An interesting thing happens in the latter half of Don’t Leave Me Alone, Daisy – the show shifts points of view from Techno to Hitomi. The early episodes were mostly catalogs of atrocities against Hitomi, and while she was definitely sympathetic, she was also somewhat anonymous. The latter half, as she’s been developing feelings for Techno she’s also become the main focus of the show – it isn’t about some weirdo science kid, it’s about a young girl who has a weirdo science kid infatuated with her.
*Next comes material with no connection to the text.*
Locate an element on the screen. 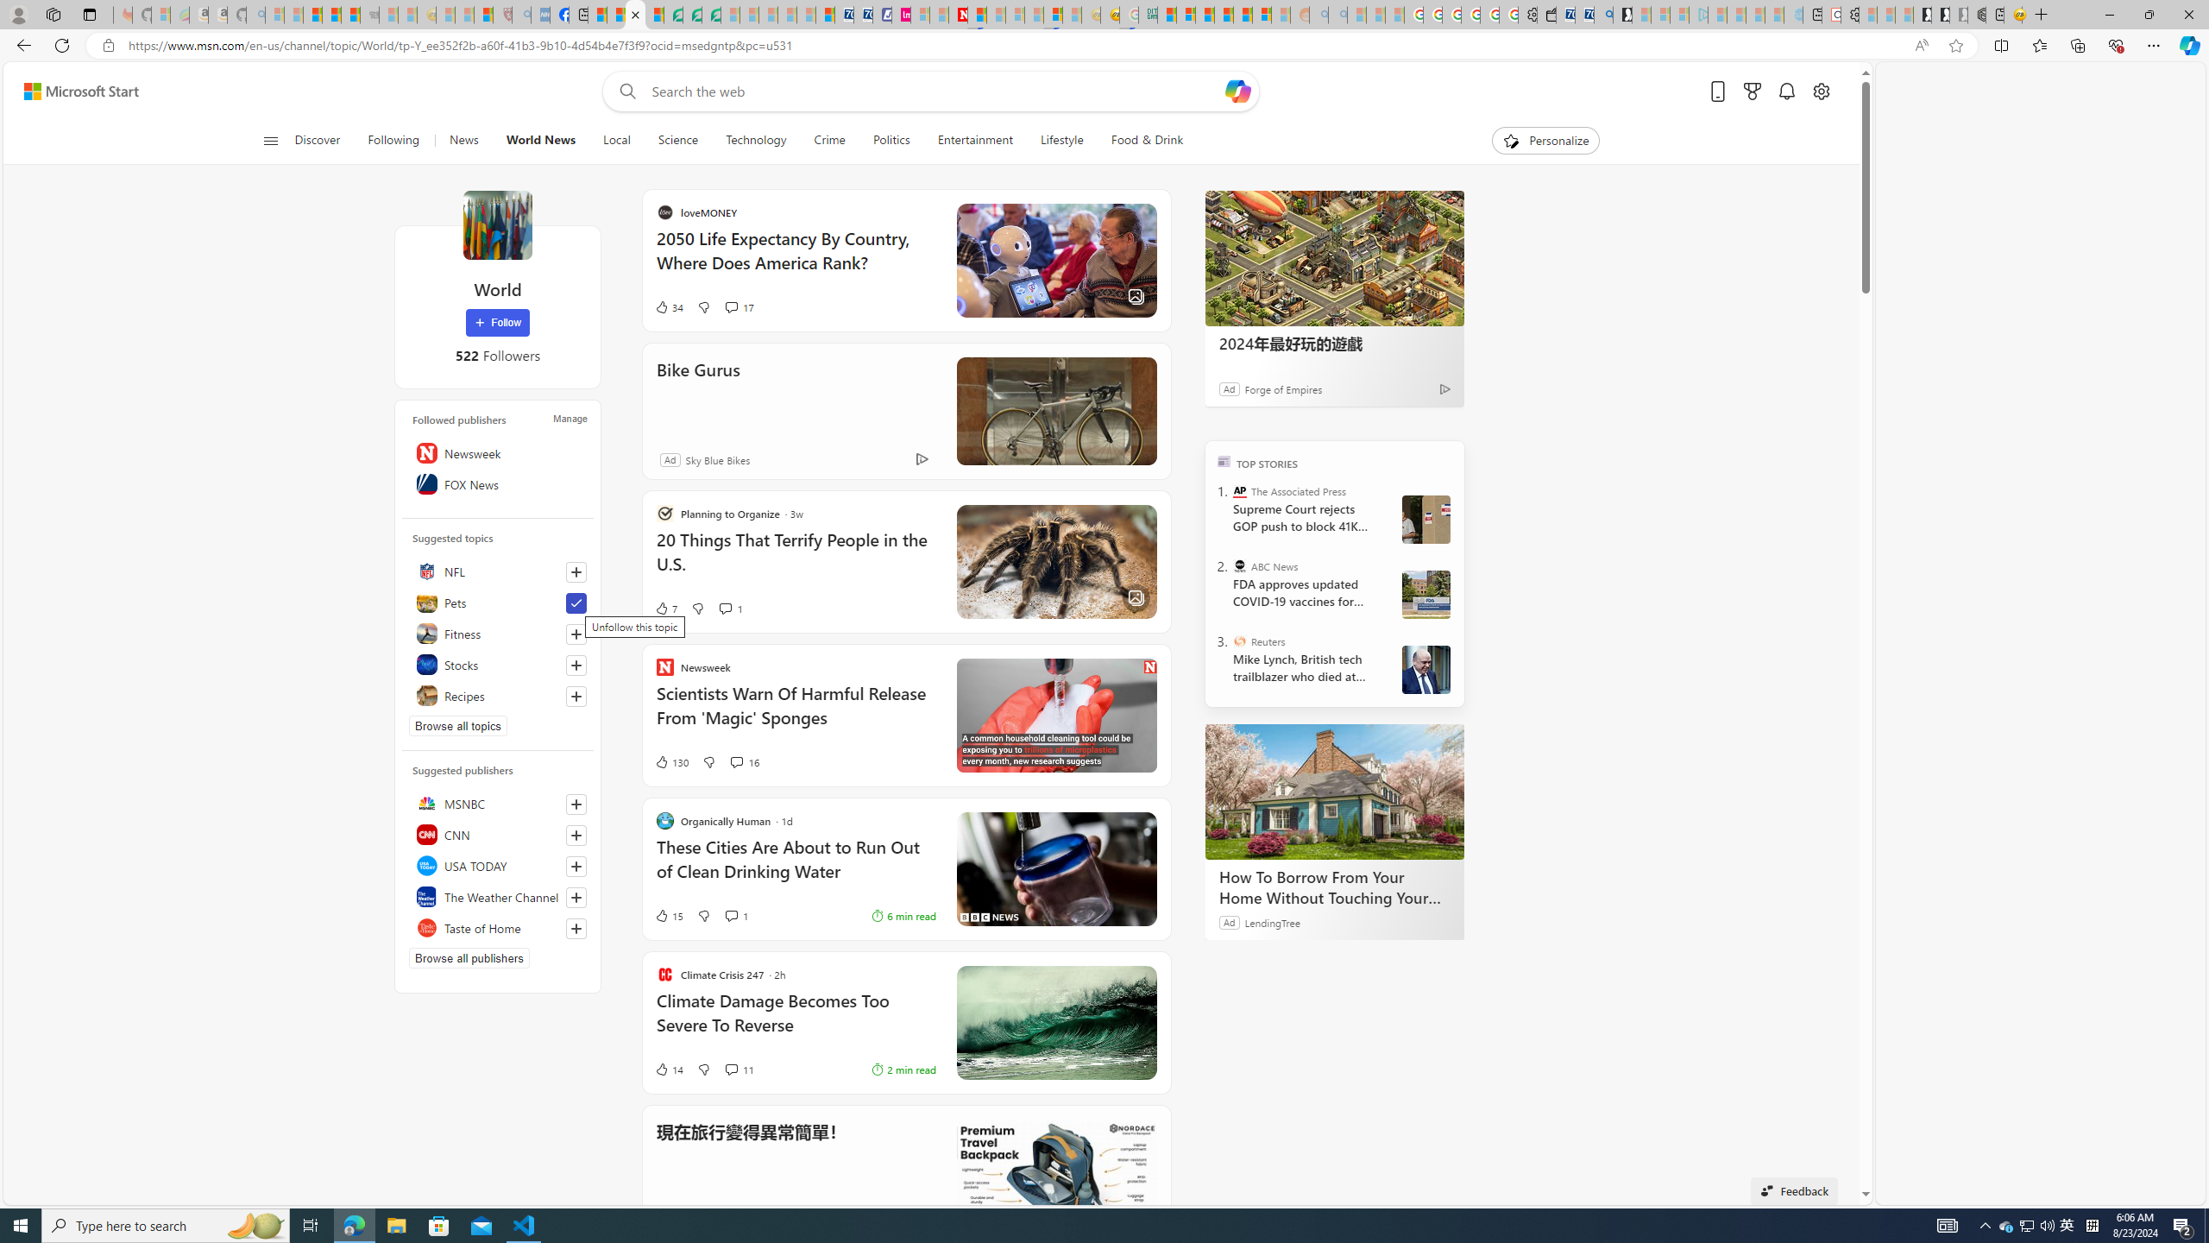 The height and width of the screenshot is (1243, 2209). View comments 17 Comment is located at coordinates (897, 307).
This episode also brings some of Techno’s more disturbing habits into a more understandable, if not sympathetic light. Here’s what happens: Techno picks up Hitomi and sort of forces her to go with him on a bike ride. I say “sort of” because she ends up having a good time…until they break through the fourth dimension and zoom into the past, right into Techno’s nuclear fallout shelter.
Here, lil’ Techno believes that Hitomi is his mother, and he proceeds, in inimitable Techno fashion, to tie her up so she can’t go away.
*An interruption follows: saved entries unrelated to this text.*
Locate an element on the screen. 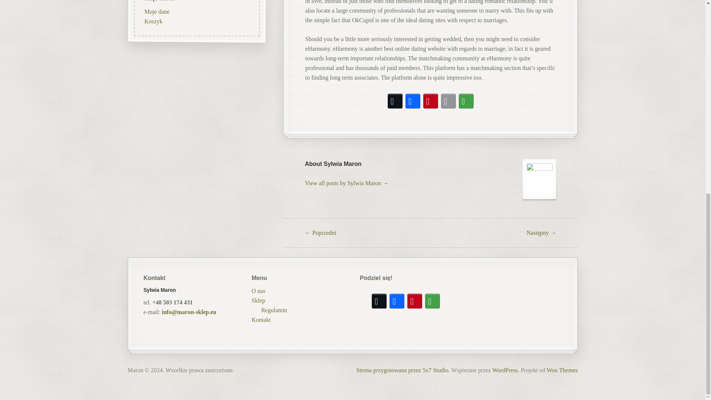 The width and height of the screenshot is (711, 400). WordPress is located at coordinates (504, 370).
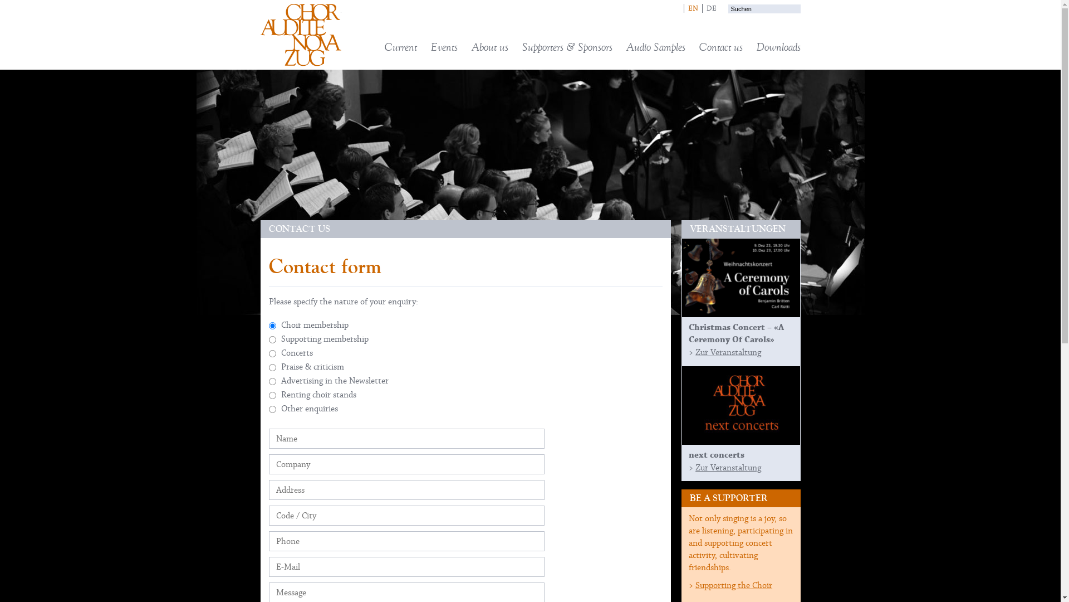  Describe the element at coordinates (734, 585) in the screenshot. I see `Supporting the Choir` at that location.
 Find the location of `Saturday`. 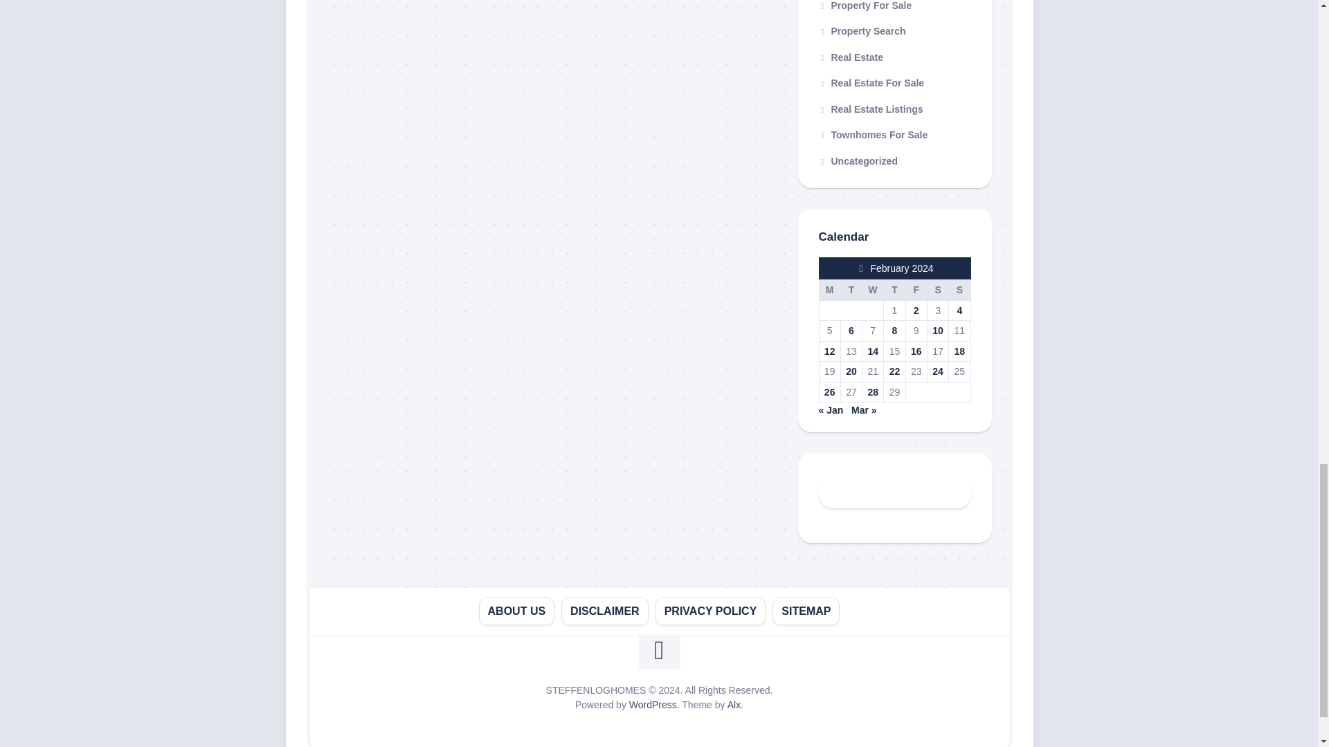

Saturday is located at coordinates (937, 291).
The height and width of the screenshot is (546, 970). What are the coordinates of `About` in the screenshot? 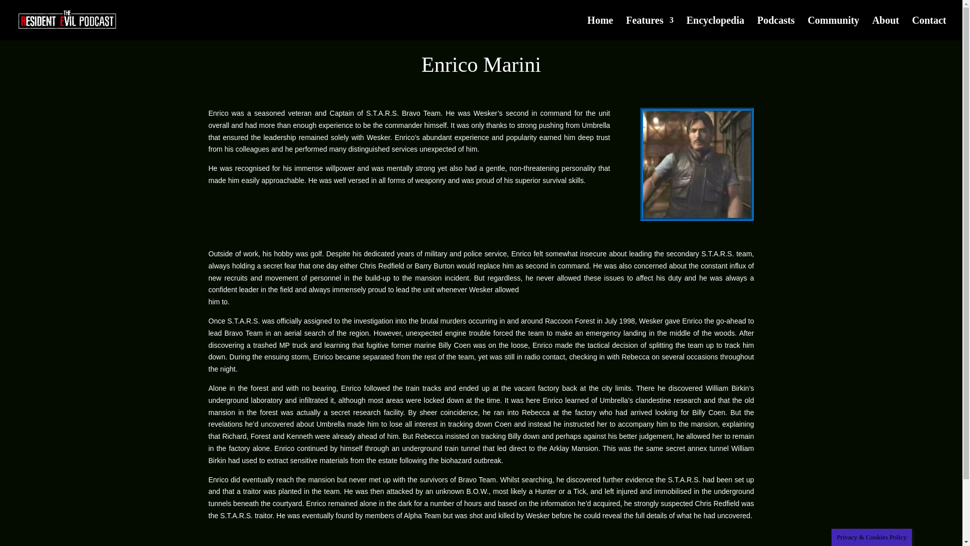 It's located at (885, 28).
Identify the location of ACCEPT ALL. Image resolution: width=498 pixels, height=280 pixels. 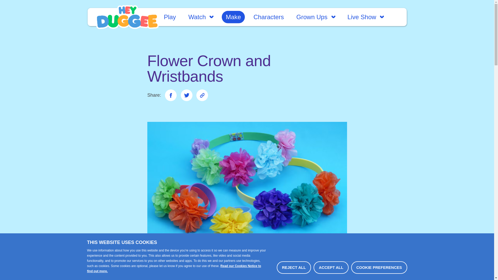
(331, 268).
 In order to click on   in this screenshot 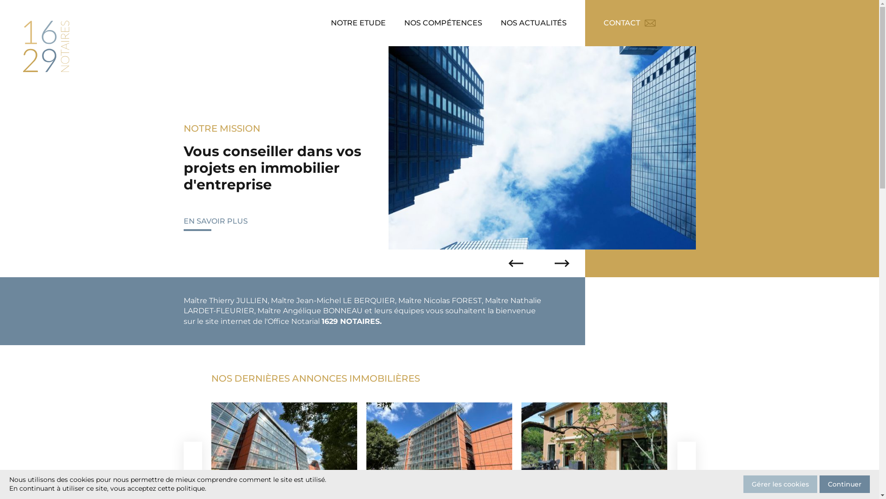, I will do `click(542, 148)`.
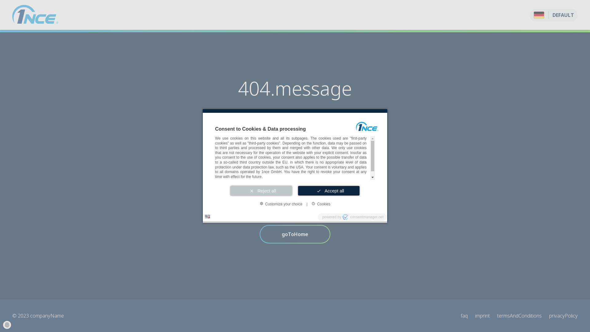  I want to click on goToHome, so click(295, 234).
Techno tries to rescue her, blah blah blah. What’s interesting here, though, is that Hitomi, far from being repulsed by the little tyke, believes that he is the product of a future union between her and Techno and so loves him like the son she believes him to be. She tries to teach him not to tie people up, or that he should try and make friends that he hasn’t genetically engineered in his lab. Things any mom would worry about.
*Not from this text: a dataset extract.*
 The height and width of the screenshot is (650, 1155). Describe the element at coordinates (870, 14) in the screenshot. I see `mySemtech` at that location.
Here a kind of paradox is introduced: Techno met Hitomi when he was young, so I suppose that when he saw her later, repressed affection was triggered, and he thus tries to capture Hitomi (rather than win her) because he’s deeply afraid that she’ll run away again. Couple this with Techno’s obviously amorous (albeit clinical) intentions, and you could probably get yourself knee-deep in a Freudian quagmire. So let’s sidestep that.
But therein lies the sophisticated switch the show has pulled – it is ostensibly about Hitomi being trapped by Techno, but Techno himself is trapped in a sort of affectionate web for Hitomi, an attraction that strikes him deeper than normal teenage puppy love. Hitomi’s constant fears that when her non-alien nature is revealed, it will turn Techno off, as well as her fantasies of marriage, strengthen the idea that she is really the show’s central figure. All actions aren’t predicated upon Techno’s obsession (which becomes one-note and unchanging throughout), but rather upon Hitomi’s developing affections.
So let’s see the next episode go and ruin everything.